What does why should you linger at the fork of the road mean by inaction? Where does it come from?

inaction: no need, no need. Qí road: a fork in the road. The ancients often bid farewell to each other at the fork of the road. These two poems mean never to break up at a fork in the road, like a little child who is sad and wet with tears. Farewell to vice-prefect du setting out for his official post in shu by Wang Bo in the Tang Dynasty.

farewell to vice-prefect du setting out for his official post in shu

Wang Bo

by this wall that surrounds the three Qin districts, through a mist that makes five rivers one.

we bid each other a sad farewell, we two officials going opposite ways.

and yet, while China holds our friendship, and heaven remains our neighbourhood.

why should you linger at the fork of the road, children * * * with towels. Vernacular translation

The majestic Chang 'an City is guarded by the land of Sanqin, looking at Wujin through the clouds and smog.

I feel infinite affection when I leave you, because we are both floating and sinking in the official sea.

as long as there is your confidant in the world, even if you are far away, you are close to your neighbor.

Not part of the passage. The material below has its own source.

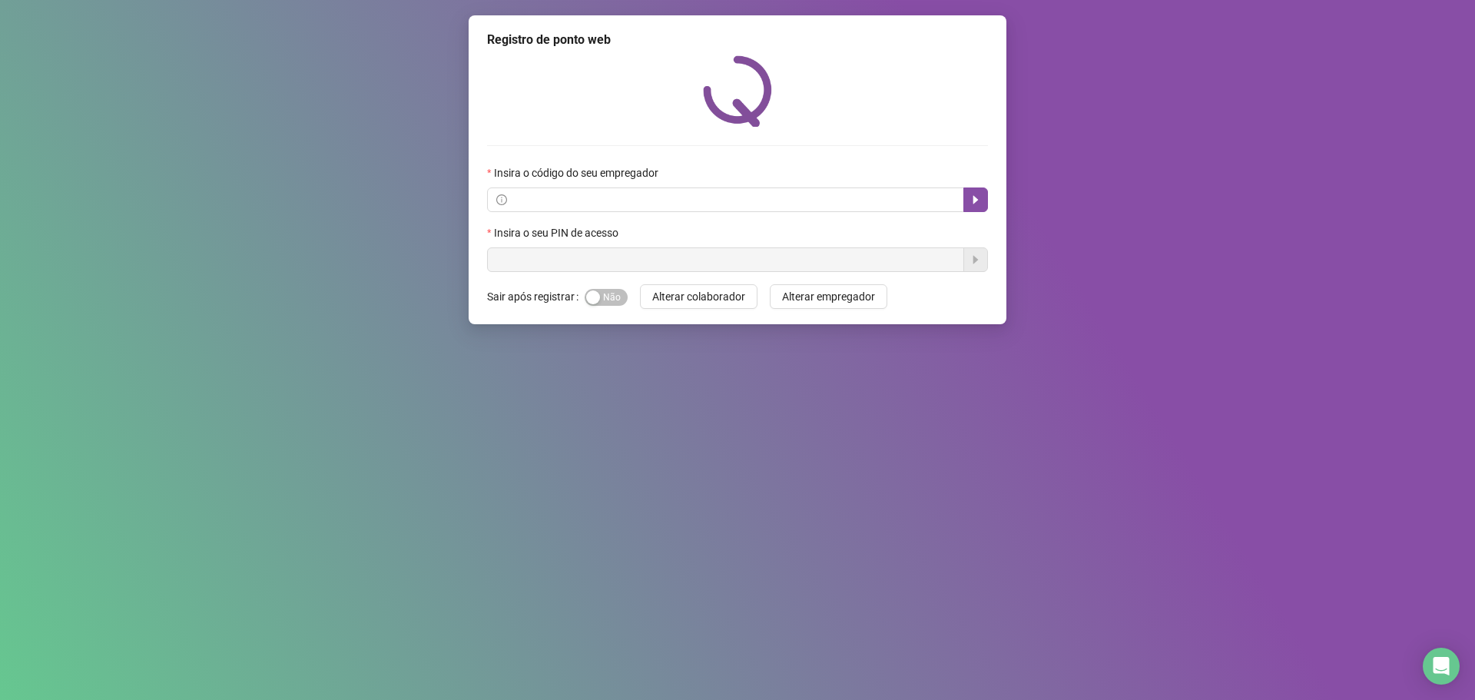 This screenshot has width=1475, height=700. I want to click on button: Alterar colaborador, so click(698, 297).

Never break up at a fork in the road, weeping like a little child. Creation background

farewell to vice-prefect du setting out for his official post in shu was written by the author when he was in Chang 'an. "Shaofu" is a general term for county commandant in Tang Dynasty. Du Shaofu will go to Sichuan to be an official, and Wang Bo will send him a farewell poem in Chang 'an. Introduction of Tang Dynasty poet Wang Bo

Wang Bo (about 65-676), Zi Zi 'an, Han nationality, was a Tang Dynasty poet. A native of Longmen (now Hejin, Shanxi) in Gujiang Prefecture, he was born in a Confucian family, and was called "four outstanding men in the early Tang Dynasty" together with Yang Jiong, Lu Zhaolin and Luo Binwang, with Wang Bo as the first of the four outstanding men. Wang Bo is good at five laws and five verses in poetry genre, and his representative works are farewell to vice-prefect du setting out for his official post in shu, and his main literary achievement is parallel prose, which is excellent in both quantity and quality, and his representative works are Preface to Tengwang Pavilion, etc.